Richmond Fontaine interview

From Portland, Oregon, here’s a brand-new band … hold on, they may be brand new to UK audiences, but in February 2005, Richmond Fontaine celebrates its tenth anniversary. Let Willy Vlautin introduce his band to you and explain the fantastic things that have happened to them over the past year:
“Well, first is Dan Eccles, he’s our guitarist. He’s one of the most positive
and cool guys you’d ever meet. Plus he’s a madman on the guitar.
Sean Oldham is the drummer. When we began playing with him is really when Richmond Fontaine came into its own. He’s an amazing drummer who can play any style he wants and he’s so good he could probably read a book and play all our tunes and watch TV at the same time. Plus he’s an expert
electrian, mechanic, plumber, and carpenter.
Dave Harding is really the heart of Richmond Fontaine. He’s a huge music fan and an encylopedia of knowledge about it. He and I have been at this a long time and still there is no better guy to get a drink with. Plus he’s just a great, great bass player, my favorite bass player around.”
It is evident that these guys are the greatest possible of friends, who like nothing better than gruelling tours such as the one they undertook in Europe in the autumn:
“Hell, just getting to get out of the States was a huge success for us. Only
Sean had been to Europe. I’d never really left the States, nor
had the the other guys. So it was a great adventure. To think that I’d get to travel to the UK and to Ireland and Norway and Spain. Those are things you dream about but never think will really happen. And then to have people actually like our band was even more exciting, and the people we met were really nice and friendly and we all wanted to move to the country we were in at the time. If we were in Spain we’d all say, ‘we should just move here.’ And we’d talk about it and dream about it. It was the same in Ireland and everywhere else. So all in all, a real lucky break.”?
On the other hand, it takes much more than luck for a band to break through in such a dramatic way, and much of the credit must go to Willy’s episodic, story-telling style of songwriting:
“I write in a style of a narrator a lot of the time. I’m usually trying to tell
a story and I want the music to be the soundtrack for the lyrics.
That’s where the band is so great. They’re good at taking the folk song I bring them and changing it into something different altogether. The postcards came from when we’d be on the road in the States and I’d send my grandmother postcards from every town we’d go to. She was one of nicest people I knew so I could never tell her anything except about the weather or about what a great time I was having. That I was making money and being safe and that I wasn’t drinking too much and I was saving for my retirement. All lies, I hate to say. So I started writing these crazy postcards for fun, to let off steam. Walter (a character from the latest album, Post To Wire) came out of that. I get a little nuts on the road, and he’s one of those personalities that comes out after hanging out with the same four guys and drinking every day. Then when JD Foster, our producer, came, I told him about wanting to do a spoken word series on the record and he thought it was a good idea and we gave it a try.”
Anticipation is high for the band’s newly-completed seventh album, “The Fitzgerald”. Willy (who has also just been signed up for a book deal with Faber and Faber for his first novel) has an interesting explanation for why Richmond Fontaine’s progress up the slippery ladder of success has been so gradual:
“Right now we’re just practising and getting ready to eventually hit the road in the States. But all in all we’re taking it pretty easy. That’s how we’ve lasted so long, we just don’t work too hard.”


§ **Exercise goal**
Only the pictures are to be dropped, and the rest of the data should be copied exactly.

>>>>>

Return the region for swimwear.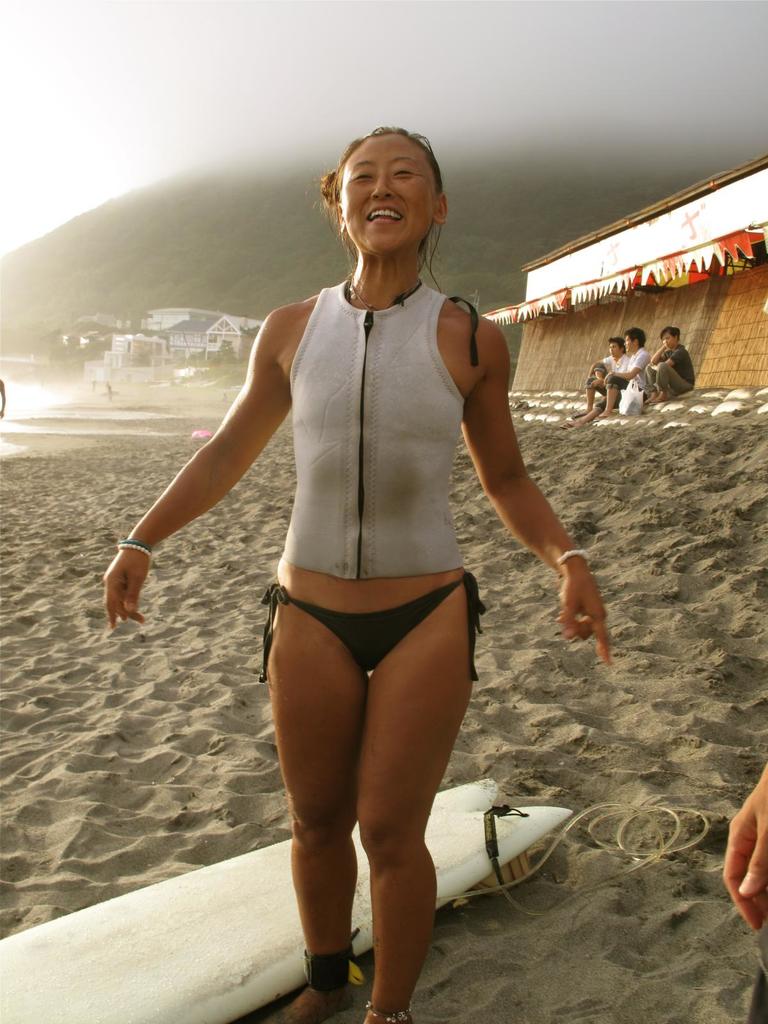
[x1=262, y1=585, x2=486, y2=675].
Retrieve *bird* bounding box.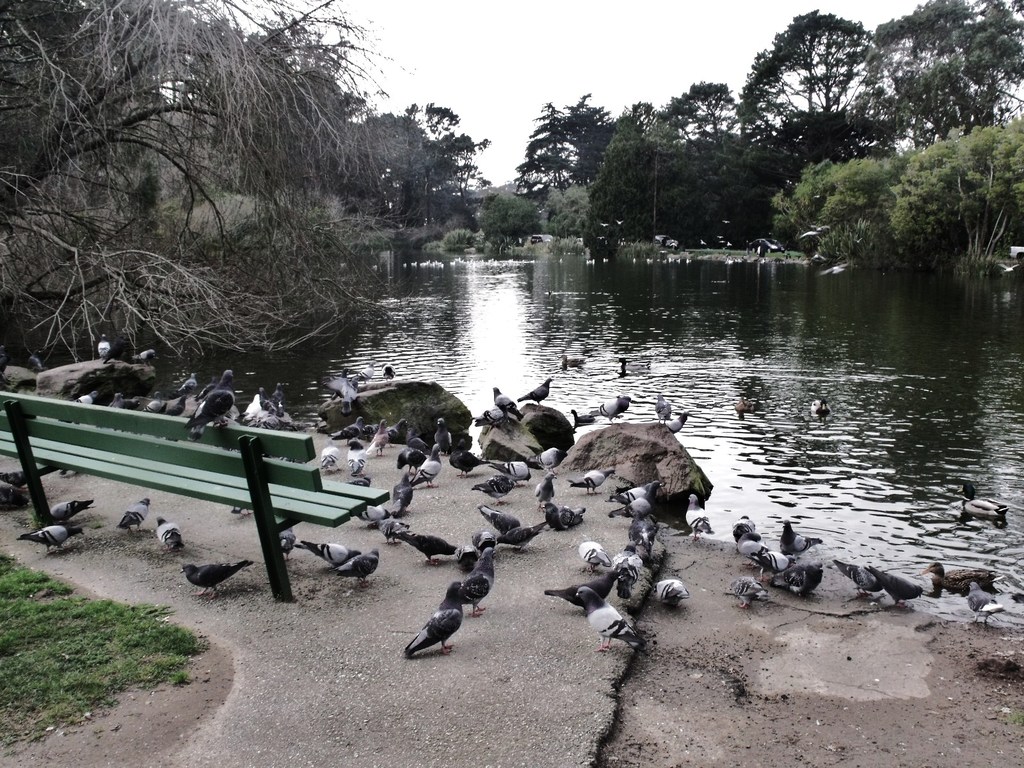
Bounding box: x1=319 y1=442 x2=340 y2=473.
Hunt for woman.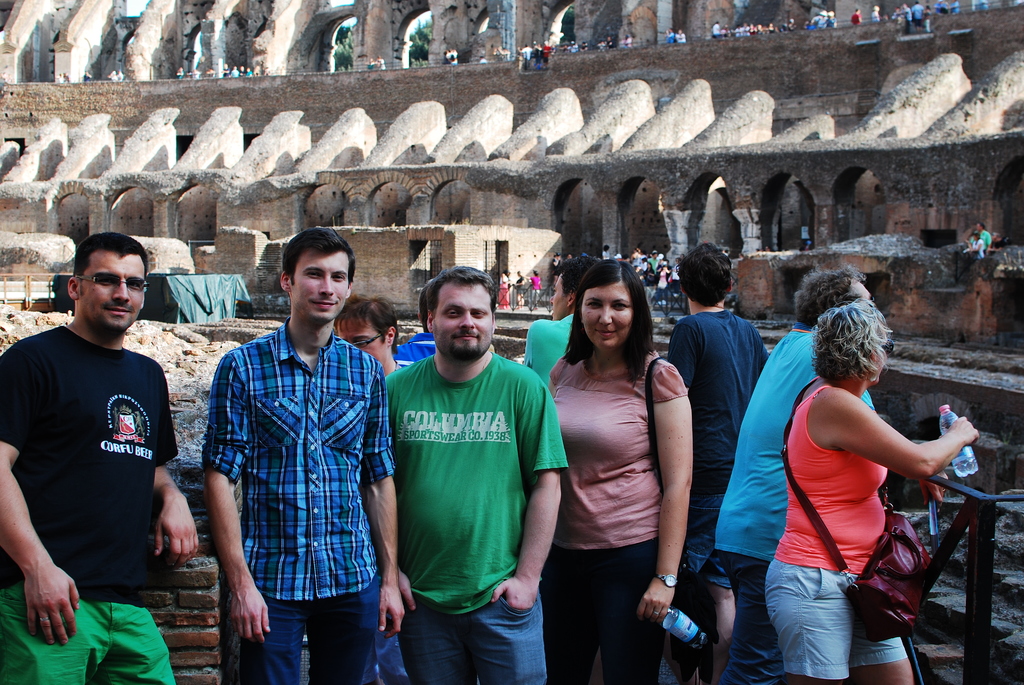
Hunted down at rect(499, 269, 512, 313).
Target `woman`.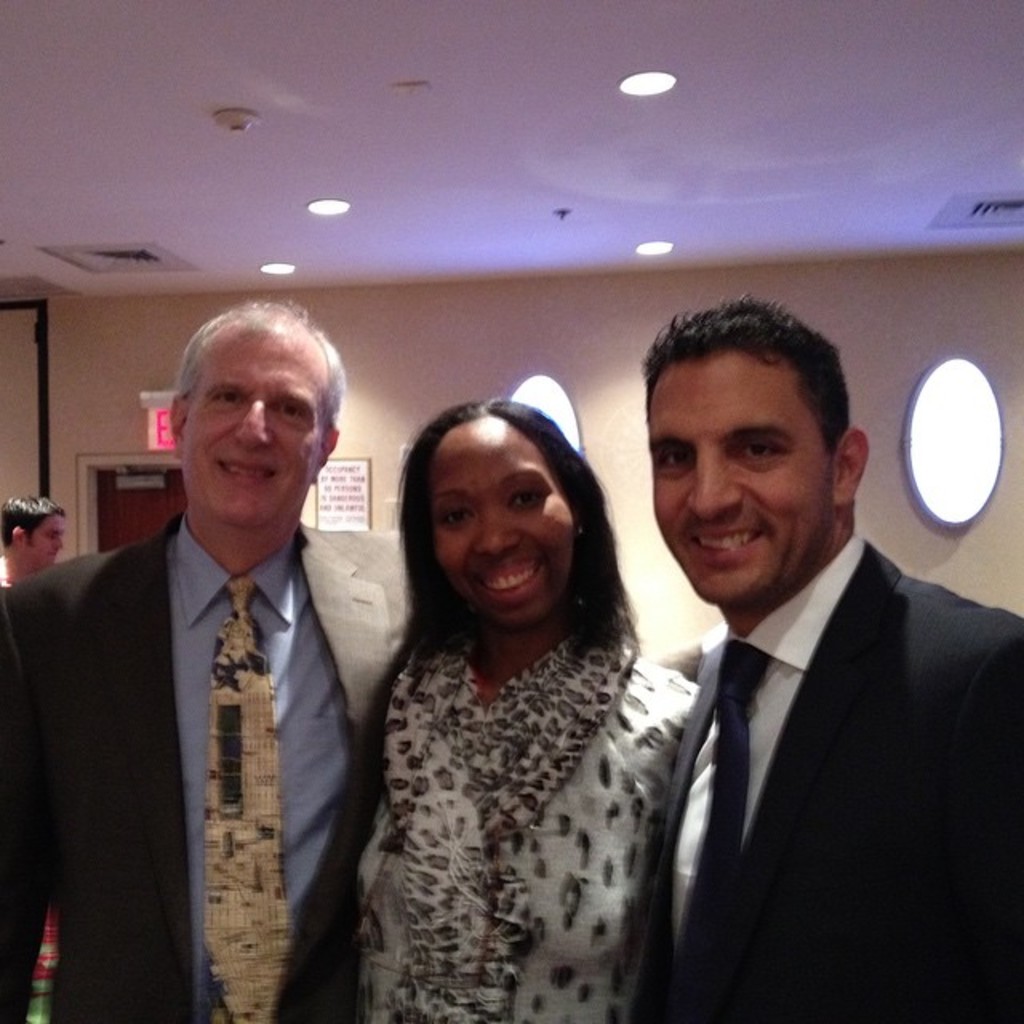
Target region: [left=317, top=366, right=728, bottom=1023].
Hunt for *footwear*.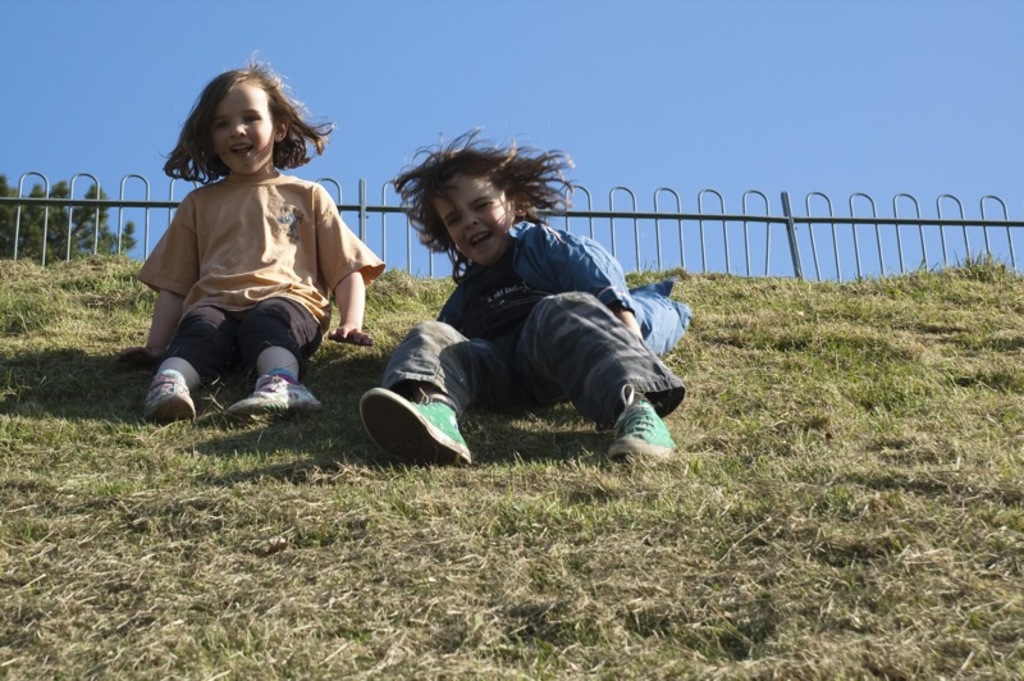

<<<<<

§ **Exercise result**
Return the region for swimwear.
[x1=262, y1=585, x2=486, y2=675].
Retrieve *bird* bounding box.
Bounding box: x1=319 y1=442 x2=340 y2=473.
Hunt for woman.
Hunted down at rect(499, 269, 512, 313).
Target `woman`.
Target region: [left=317, top=366, right=728, bottom=1023].
Hunt for *footwear*.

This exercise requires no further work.